In March, Rick Perry, who was secretary of energy during President Trump’s first administration, observed that during his tenure at the Department of Energy it became clear to him that any plan to move SNF “required some practical consent of the receiving state and local community.”1
Andrej Prosek, Borut Mavko
Nuclear Technology | Volume 158 | Number 1 | April 2007 | Pages 69-79
Technical Note | Best Estimate Methods | doi.org/10.13182/NT07-1
Articles are hosted by Taylor and Francis Online.
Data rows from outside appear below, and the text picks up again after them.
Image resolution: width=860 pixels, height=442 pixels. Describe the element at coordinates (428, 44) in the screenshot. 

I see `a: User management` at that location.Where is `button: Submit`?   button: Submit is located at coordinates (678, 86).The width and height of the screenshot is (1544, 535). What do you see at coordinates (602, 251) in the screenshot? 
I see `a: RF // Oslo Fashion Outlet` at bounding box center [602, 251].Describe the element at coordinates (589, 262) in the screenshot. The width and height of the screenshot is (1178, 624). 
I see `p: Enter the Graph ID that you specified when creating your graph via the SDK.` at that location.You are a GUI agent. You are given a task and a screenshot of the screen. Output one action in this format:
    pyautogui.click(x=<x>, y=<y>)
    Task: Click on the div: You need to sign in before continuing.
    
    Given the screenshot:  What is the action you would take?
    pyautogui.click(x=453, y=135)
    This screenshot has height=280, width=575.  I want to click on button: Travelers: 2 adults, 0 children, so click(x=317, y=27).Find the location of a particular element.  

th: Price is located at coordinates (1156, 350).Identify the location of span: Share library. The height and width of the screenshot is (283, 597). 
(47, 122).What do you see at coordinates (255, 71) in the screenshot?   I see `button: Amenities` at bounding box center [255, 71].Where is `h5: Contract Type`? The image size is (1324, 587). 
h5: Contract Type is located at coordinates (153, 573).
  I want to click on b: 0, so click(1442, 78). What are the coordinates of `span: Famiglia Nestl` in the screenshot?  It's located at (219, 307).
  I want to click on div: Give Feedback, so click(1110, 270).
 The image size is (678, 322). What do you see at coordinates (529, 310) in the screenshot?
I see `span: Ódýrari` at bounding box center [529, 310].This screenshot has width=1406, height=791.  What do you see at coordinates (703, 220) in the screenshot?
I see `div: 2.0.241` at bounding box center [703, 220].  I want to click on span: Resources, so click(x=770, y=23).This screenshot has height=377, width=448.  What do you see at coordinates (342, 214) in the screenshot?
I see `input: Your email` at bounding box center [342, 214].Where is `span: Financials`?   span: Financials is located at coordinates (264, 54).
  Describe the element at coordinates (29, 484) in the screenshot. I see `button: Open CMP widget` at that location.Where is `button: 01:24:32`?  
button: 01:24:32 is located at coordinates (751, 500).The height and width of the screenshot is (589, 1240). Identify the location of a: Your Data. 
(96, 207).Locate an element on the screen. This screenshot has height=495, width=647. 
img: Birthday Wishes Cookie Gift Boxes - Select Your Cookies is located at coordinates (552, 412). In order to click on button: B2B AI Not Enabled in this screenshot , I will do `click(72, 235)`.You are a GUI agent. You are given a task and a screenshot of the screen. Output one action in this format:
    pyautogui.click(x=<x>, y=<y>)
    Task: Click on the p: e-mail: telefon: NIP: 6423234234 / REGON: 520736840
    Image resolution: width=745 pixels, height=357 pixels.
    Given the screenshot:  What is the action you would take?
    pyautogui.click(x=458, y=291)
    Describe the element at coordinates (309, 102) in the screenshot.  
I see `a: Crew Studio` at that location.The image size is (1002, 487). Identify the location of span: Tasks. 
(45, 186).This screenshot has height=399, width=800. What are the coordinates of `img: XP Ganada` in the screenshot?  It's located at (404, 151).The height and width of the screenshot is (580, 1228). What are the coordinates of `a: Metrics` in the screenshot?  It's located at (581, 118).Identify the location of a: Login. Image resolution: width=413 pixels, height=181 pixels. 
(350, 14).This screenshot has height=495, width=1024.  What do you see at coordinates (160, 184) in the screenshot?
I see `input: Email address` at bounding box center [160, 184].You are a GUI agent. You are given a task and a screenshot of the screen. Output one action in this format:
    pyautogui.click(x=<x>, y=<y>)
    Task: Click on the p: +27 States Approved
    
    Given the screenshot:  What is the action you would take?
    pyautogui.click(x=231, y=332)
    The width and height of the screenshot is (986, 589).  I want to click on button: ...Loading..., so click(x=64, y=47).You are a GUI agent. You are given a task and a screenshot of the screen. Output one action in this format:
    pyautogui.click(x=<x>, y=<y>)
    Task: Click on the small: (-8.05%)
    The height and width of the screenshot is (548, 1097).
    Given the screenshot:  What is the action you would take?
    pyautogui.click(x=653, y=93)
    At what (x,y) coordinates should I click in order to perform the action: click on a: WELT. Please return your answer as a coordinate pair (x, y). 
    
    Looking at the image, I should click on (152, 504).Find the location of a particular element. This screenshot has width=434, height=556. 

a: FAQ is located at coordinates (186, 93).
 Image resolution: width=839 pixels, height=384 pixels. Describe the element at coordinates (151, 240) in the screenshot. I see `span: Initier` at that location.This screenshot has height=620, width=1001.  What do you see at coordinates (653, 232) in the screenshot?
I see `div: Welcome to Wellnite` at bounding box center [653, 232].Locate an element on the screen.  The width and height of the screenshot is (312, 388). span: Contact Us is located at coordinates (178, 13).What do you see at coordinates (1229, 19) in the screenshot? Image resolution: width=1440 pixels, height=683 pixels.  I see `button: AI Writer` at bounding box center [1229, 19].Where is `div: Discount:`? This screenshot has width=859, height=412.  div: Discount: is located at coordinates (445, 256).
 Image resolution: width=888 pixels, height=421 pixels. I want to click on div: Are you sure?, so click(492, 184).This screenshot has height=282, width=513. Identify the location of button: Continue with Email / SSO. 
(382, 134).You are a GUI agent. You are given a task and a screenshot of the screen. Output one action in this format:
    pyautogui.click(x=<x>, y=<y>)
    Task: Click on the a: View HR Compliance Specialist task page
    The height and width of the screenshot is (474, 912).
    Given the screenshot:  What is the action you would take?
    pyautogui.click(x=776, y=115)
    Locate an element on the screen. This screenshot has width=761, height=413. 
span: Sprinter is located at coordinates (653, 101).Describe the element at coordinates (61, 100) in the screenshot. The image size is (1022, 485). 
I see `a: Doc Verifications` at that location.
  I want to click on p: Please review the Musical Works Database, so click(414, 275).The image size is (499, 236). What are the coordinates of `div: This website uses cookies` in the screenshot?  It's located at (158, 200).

The approval of the revised rule on the acceptance of emergency core cooling system performance in 1988 triggered a significant interest in the development of codes and methodologies for uncertainty evaluation of best-estimate loss-of-coolant accident (LOCA) analyses. The code scaling, applicability, and uncertainty evaluation method was developed and demonstrated for a large-break LOCA in a pressurized water reactor. Later, several new best-estimate plus uncertainty methods (BEPUs) were developed around the world. The purpose of this paper is to identify and compare the statistical approaches of BEPU methods and present their importance for licensing applications in nuclear power plants. The study showed that the uncertainty analysis with random sampling of input parameters, using the nonparametric statistical tolerance limits for estimating uncertainty of output parameters, is the commonly accepted approach today. The existing BEPU methods seem mature enough, while the future research may be focused on the codes with internal assessment of uncertainty.